AI in practice

Intel takes aim at Nvidia with new Gaudi 3 AI chip

Maximilian Schreiner

Intel

Intel officially introduced its new AI accelerator Gaudi 3 at Vision 2024.

According to the company, Gaudi 3 is expected to reduce training time for the 7B and 13B parameter Llama2 models and the 175B parameter GPT-3 model by about 50% compared to the Nvidia H100. Gaudi 3 is also expected to outperform the H100 and H200 GPUs in terms of inference throughput by about 50% and 30% on average, depending on the model.

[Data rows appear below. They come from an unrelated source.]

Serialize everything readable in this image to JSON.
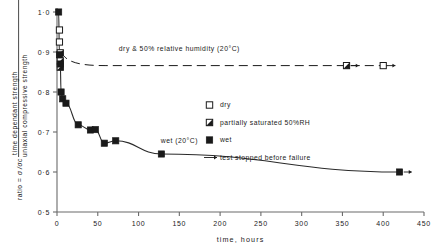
{
  "chart_data": {
    "type": "scatter",
    "title": "",
    "xlabel": "time, hours",
    "ylabel_prefix": "ratio =",
    "ylabel_symbol_num": "σ",
    "ylabel_symbol_den": "σc",
    "ylabel_numerator": "time dependant strength",
    "ylabel_denominator": "uniaxial compressive strength",
    "xlim": [
      0,
      450
    ],
    "ylim": [
      0.5,
      1.0
    ],
    "xticks": [
      0,
      50,
      100,
      150,
      200,
      250,
      300,
      350,
      400,
      450
    ],
    "xtick_labels": [
      "0",
      "50",
      "100",
      "150",
      "200",
      "250",
      "300",
      "350",
      "400",
      "450"
    ],
    "yticks": [
      0.5,
      0.6,
      0.7,
      0.8,
      0.9,
      1.0
    ],
    "ytick_labels": [
      "0·5",
      "0·6",
      "0·7",
      "0·8",
      "0·9",
      "1·0"
    ],
    "grid": false,
    "legend_position": "right-middle",
    "series": [
      {
        "name": "dry",
        "marker": "open-square",
        "points": [
          {
            "x": 3,
            "y": 0.955
          },
          {
            "x": 3,
            "y": 0.925
          },
          {
            "x": 400,
            "y": 0.866,
            "arrow": true
          }
        ]
      },
      {
        "name": "partially saturated 50%RH",
        "marker": "half-square",
        "points": [
          {
            "x": 4,
            "y": 0.898
          },
          {
            "x": 4,
            "y": 0.878
          },
          {
            "x": 4,
            "y": 0.862
          },
          {
            "x": 355,
            "y": 0.866,
            "arrow": true
          }
        ]
      },
      {
        "name": "wet",
        "marker": "filled-square",
        "points": [
          {
            "x": 2,
            "y": 1.0
          },
          {
            "x": 3,
            "y": 0.893
          },
          {
            "x": 4,
            "y": 0.87
          },
          {
            "x": 5,
            "y": 0.8
          },
          {
            "x": 7,
            "y": 0.783
          },
          {
            "x": 11,
            "y": 0.772
          },
          {
            "x": 26,
            "y": 0.718
          },
          {
            "x": 41,
            "y": 0.705
          },
          {
            "x": 47,
            "y": 0.706
          },
          {
            "x": 58,
            "y": 0.672
          },
          {
            "x": 72,
            "y": 0.678
          },
          {
            "x": 128,
            "y": 0.645
          },
          {
            "x": 420,
            "y": 0.6,
            "arrow": true
          }
        ],
        "curve": true
      }
    ],
    "annotations": [
      {
        "id": "dry-curve-label",
        "text": "dry & 50% relative humidity (20°C)",
        "x": 150,
        "y": 0.893,
        "style": "dashed-line"
      },
      {
        "id": "wet-curve-label",
        "text": "wet (20°C)",
        "x": 150,
        "y": 0.662,
        "style": "plain"
      }
    ],
    "legend_entries": [
      {
        "marker": "open-square",
        "label": "dry"
      },
      {
        "marker": "half-square",
        "label": "partially saturated 50%RH"
      },
      {
        "marker": "filled-square",
        "label": "wet"
      },
      {
        "marker": "arrow",
        "label": "test stopped before failure"
      }
    ]
  },
  "colors": {
    "ink": "#1a1a1a",
    "axis": "#6b6b6b",
    "curve": "#2a2a2a",
    "background": "#ffffff"
  }
}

The standard Gaudi 3 features 96 MB of onboard SRAM cache with 12.8 TB/s bandwidth and 128 GB of HBM2e memory with 3.7 TB/s peak bandwidth. According to Intel, the chip offers twice the FP8 and four times the BF16 processing power, as well as twice the network bandwidth and 1.5 times the memory bandwidth of its predecessor. The 5 nm AI accelerator is also said to be significantly cheaper than the H100. However, Nvidia already has a new offering with the Blackwell architecture.

Intel plans open platform for AI

Gaudi 3 will allow companies to flexibly scale AI systems with up to tens of thousands of accelerators - from single nodes to mega clusters. Intel is relying on open, community-based software and standardized Ethernet networking. Gaudi 3 will be available to OEMs including Dell, HPE, Lenovo, and Supermicro beginning in Q2 2024. New customers and partners for the Intel Gaudi Accelerator including Airtel, Bosch, IBM, NAVER, and SAP were also introduced.

Intel also plans to create an open platform for enterprise AI with partners including SAP, RedHat, and VMware. The goal is to accelerate the adoption of secure GenAI systems based on the RAG (Retrieval-Augmented Generation) approach. This allows proprietary data sources to be combined with open-source language models.